RUSSIAN MILITARY CAMPS TRAIN UKRAINIAN CHILDREN TO ‘FIGHT OWN COUNTRY’

Moscow admits that more than 700,000 children have been taken into its territory and some appear to be receiving military training

Marc Bennetts

July 29, 2024

The Times

 

Hundreds of Ukrainian children from territories seized by the Russian army have been sent to Kremlin-backed “military-patriotic” camps, where they are learning how to shoot automatic weapons and operate drones.  Russian television has shown teenagers in military-style uniforms being taught to assemble Kalashnikov assault rifles at a “Time for Young Heroes” camp in the Volgograd region in southern Russia. They were also shown on a firing range shooting at targets.

The report, aired by the OTR channel, said about 330 children from the Donetsk, Luhansk, Kherson and Zaporizhzhia regions in eastern and southern Ukraine were at the camp. Russia’s invading forces occupy large swathes of all four regions.

The lessons, which were given by a masked instructor, were held next to a Russian flag and a large portrait of President Putin. The three-week camp is for children aged 14-17 and also involves Russian teenagers. OTR said the camp enforced “strict discipline” among the children.

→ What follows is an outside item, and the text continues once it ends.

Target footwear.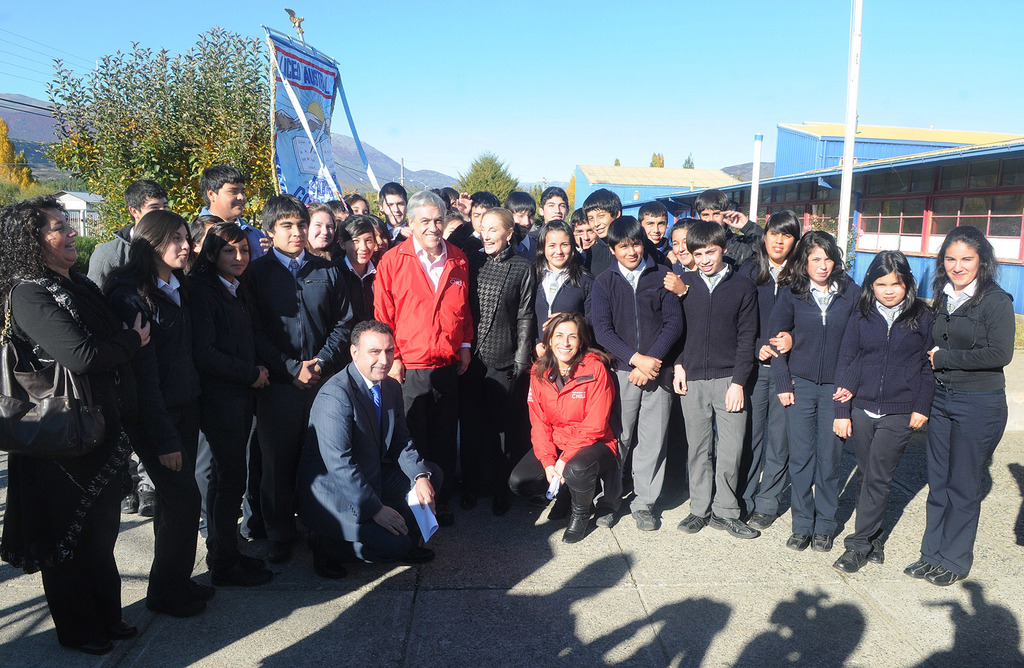
Target region: box=[561, 512, 590, 545].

The camps are organised by Voin [Warrior], a Moscow organisation that was founded on Putin’s orders. Voin says its aims are to produce “a new generation of patriots who love their motherland” and to prepare children for Russian military service. A representative of the organisation hung up when contacted by The Times.

There are concerns in Kyiv that the Ukrainian children who are attending the camps will be brainwashed into joining the Russian army and fighting against their own country. While thousands of Ukrainian children have already been placed in “re-education” camps across Russia, the Kremlin is now increasing efforts to use teenagers as troops, said Kateryna Rashevska, a legal expert at the Regional Centre for Human Rights in Kyiv. “Over the past few months we have been recording an increase in the level and the tempo of the militarisation of Ukrainian children,” she said. “The danger of militarised re-education lies in its denial of the very existence of Ukrainian children’s national identity, causing them long-term psychological trauma.”

Rashevska said the camps were carrying out the “political indoctrination” of Ukrainian children and accused their organisers of violating the UN Convention on the Rights of the Child by trying to erase links with their homeland.

A teenage girl who was identified as Valeriya N, from the Kherson region, told Russian television that she was learning how to fly a drone. She said the instructors were soldiers with

combat experience in Ukraine. “They can really teach you something here,” she said. It was unclear if she was speaking under duress and The Times has chosen not to publish her surname.

A 16-year-old girl with the same name is listed on the Ukrainian government’s Children of War website as missing from the Kherson region. She was 14 when Russian troops entered her home region in February 2022. Kyiv says that more than 19,000 Ukrainian children have been deported to Russia or forcibly located to areas under Moscow’s control. A further 1,965 are listed as missing.

Twelve teenagers from the Luhansk region were also sent to a military camp in Tyumen, in western Siberia, while “several dozen” children from the Kherson region are receiving military training in Kalmykia, in southern Russia, according to Voin. Hundreds of Ukrainian children have been taken to Chechnya for Russian military training under a separate programme over the past two years. These are only the cases that have come to light and the true number of Ukrainian children involved could be far higher.

“The Kremlin is forcibly forming a generation of Ukrainian children that is taught hatred and violence against everything Ukrainian,” said Dmytro Lubinets, the Ukrainian parliament’s top human rights official. He accused Moscow of seeking to create a nationwide programme to turn Ukrainian children into “full-fledged soldiers”.

The International Criminal Court issued arrest warrants last year for Putin and Maria Lvova-Belova, the Kremlin’s children’s rights commissioner, on war crimes charges related to the abduction of Ukrainian children.

Russia denies the allegations but admits bringing more than 700,000 Ukrainian children to Russia since 2022. Lvova-Belova said the “overwhelming majority” arrived with their parents or carers, but did not give other details.

Voin said the camps gave children the opportunity “to gain new knowledge and skills, become part of a big team, find new friends, and get acquainted with the history and culture of the motherland”.

 

Marc Bennetts has been covering Russia and the former Soviet Union, including Ukraine, for The Times and Sunday Times since 2015. He has reported from all across Russia, from Chechnya to deepest Siberia. He has also reported from Iran and North Korea. Marc is the author of two books: I’m Going to Ruin Their Lives, about Putin’s crackdown on the opposition, and Football Dynamo, about Russian football culture. He is now writing a thriller, set during the polar night in Russia’s far north.